**What is being asked**
Below is a set of records, and all of them should be retyped exactly, minus the pictures.

**Source data**
•••••

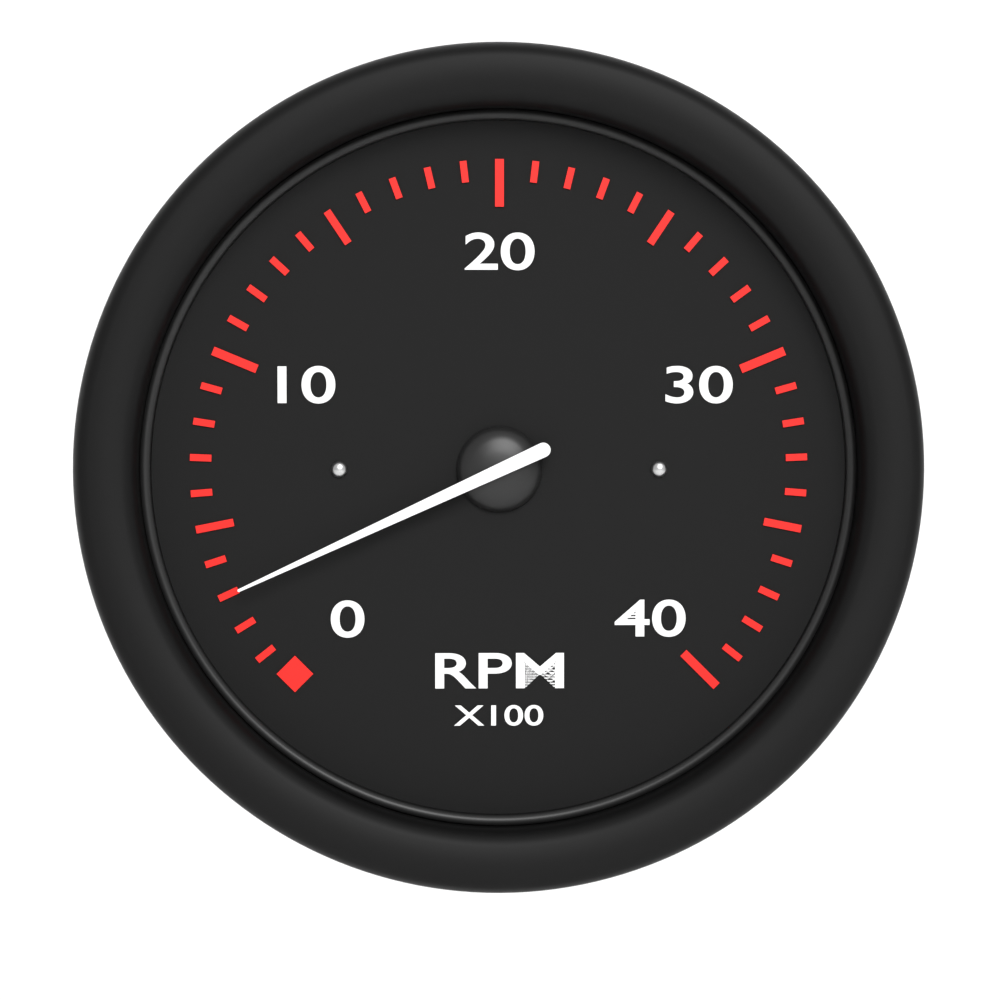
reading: 3 RPM x100
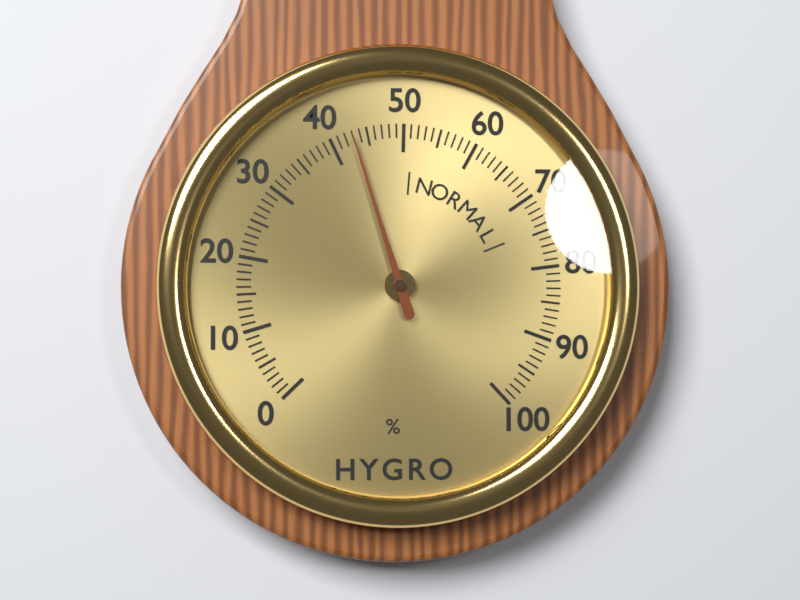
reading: 43 %
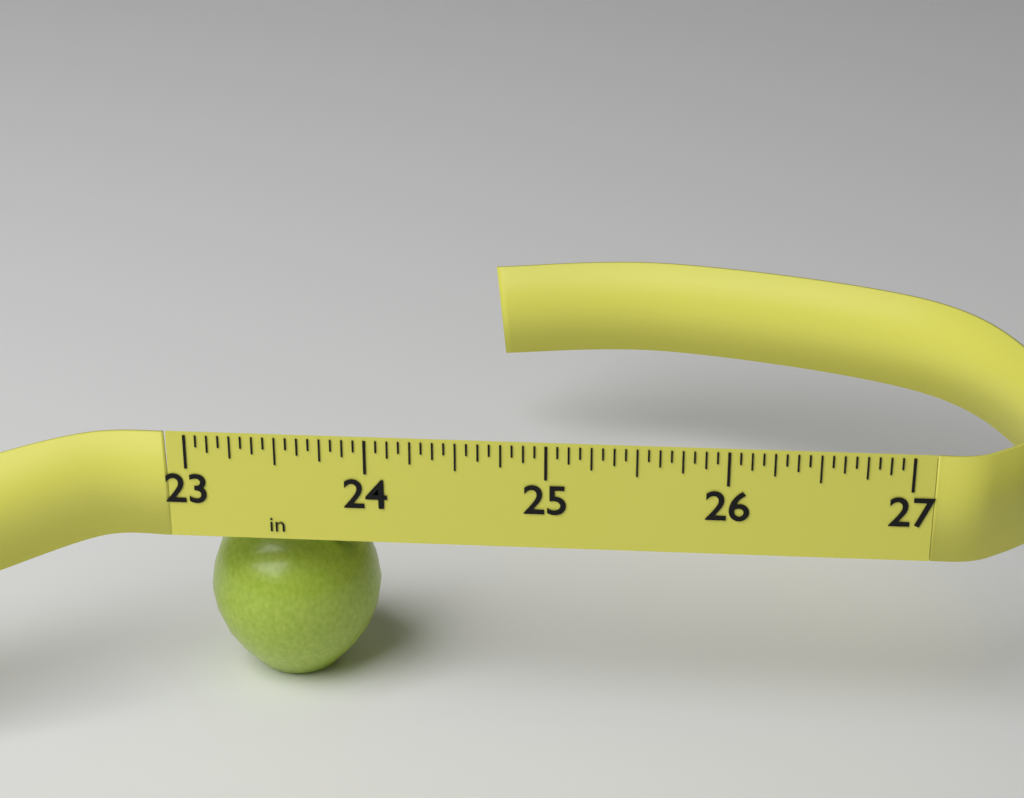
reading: 24.0000 in
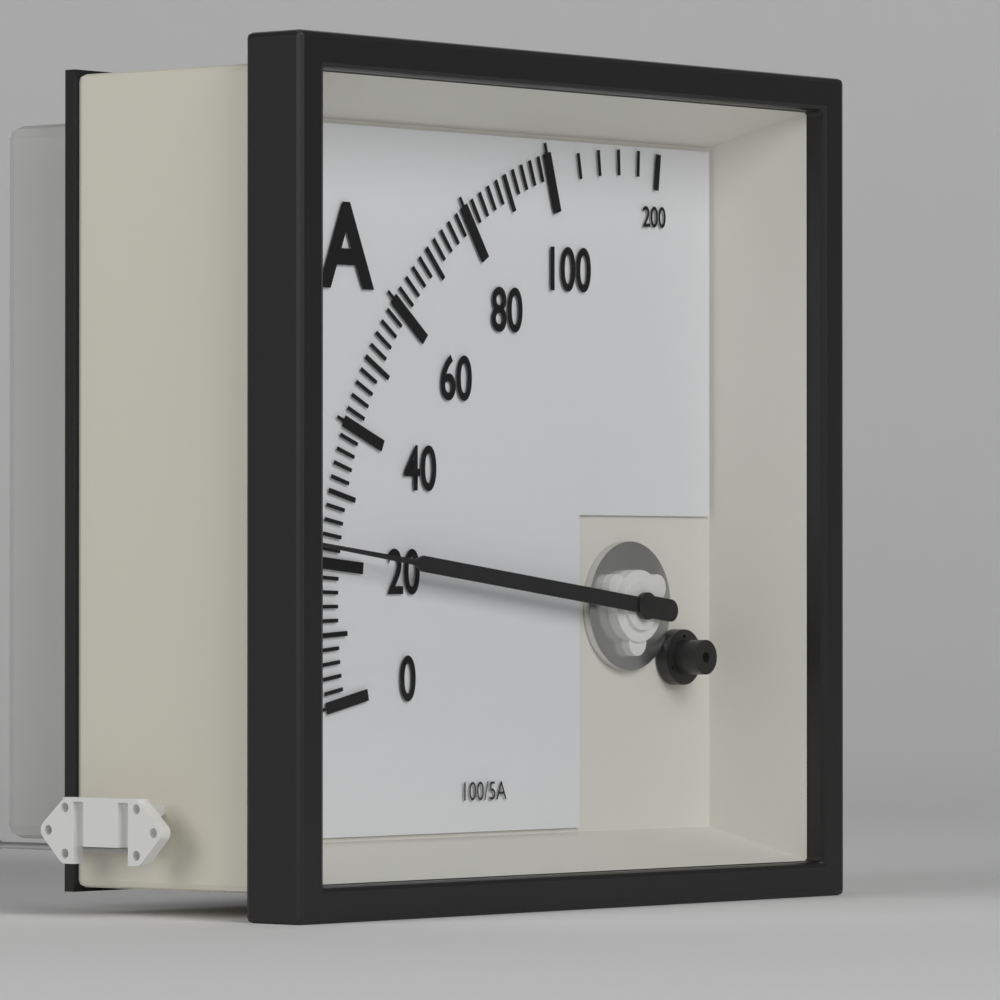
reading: 22 A
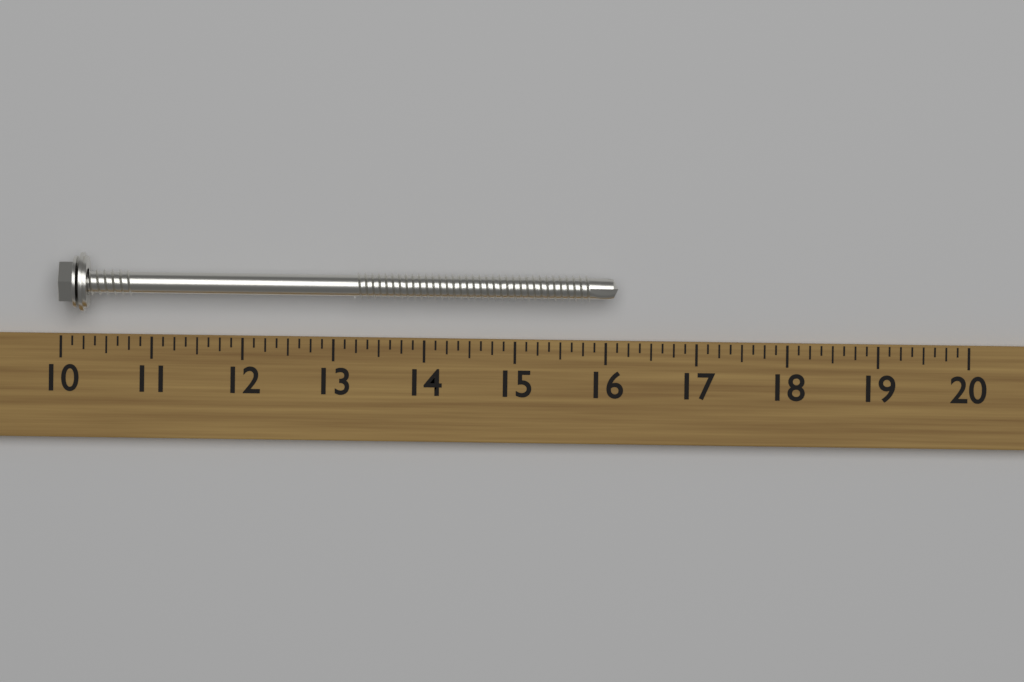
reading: 16.125 (no unit)
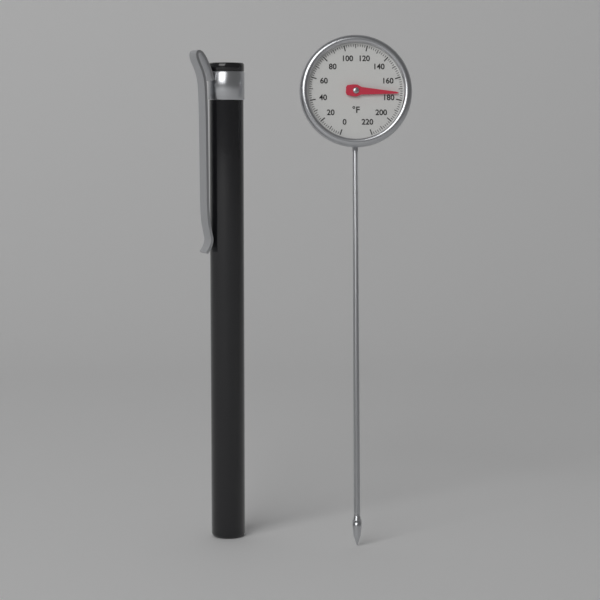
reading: 174 °F
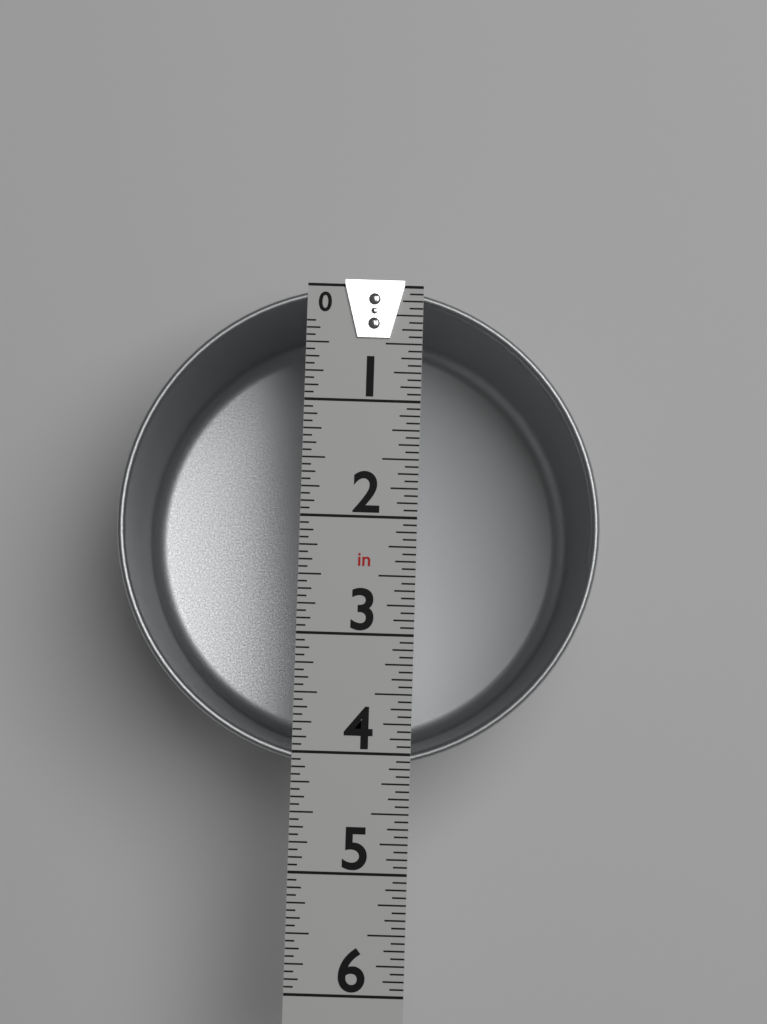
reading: 4.1250 in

•••••

**Answer to this task**
reading: 3 RPM x100
reading: 43 %
reading: 24.0000 in
reading: 22 A
reading: 16.125 (no unit)
reading: 174 °F
reading: 4.1250 in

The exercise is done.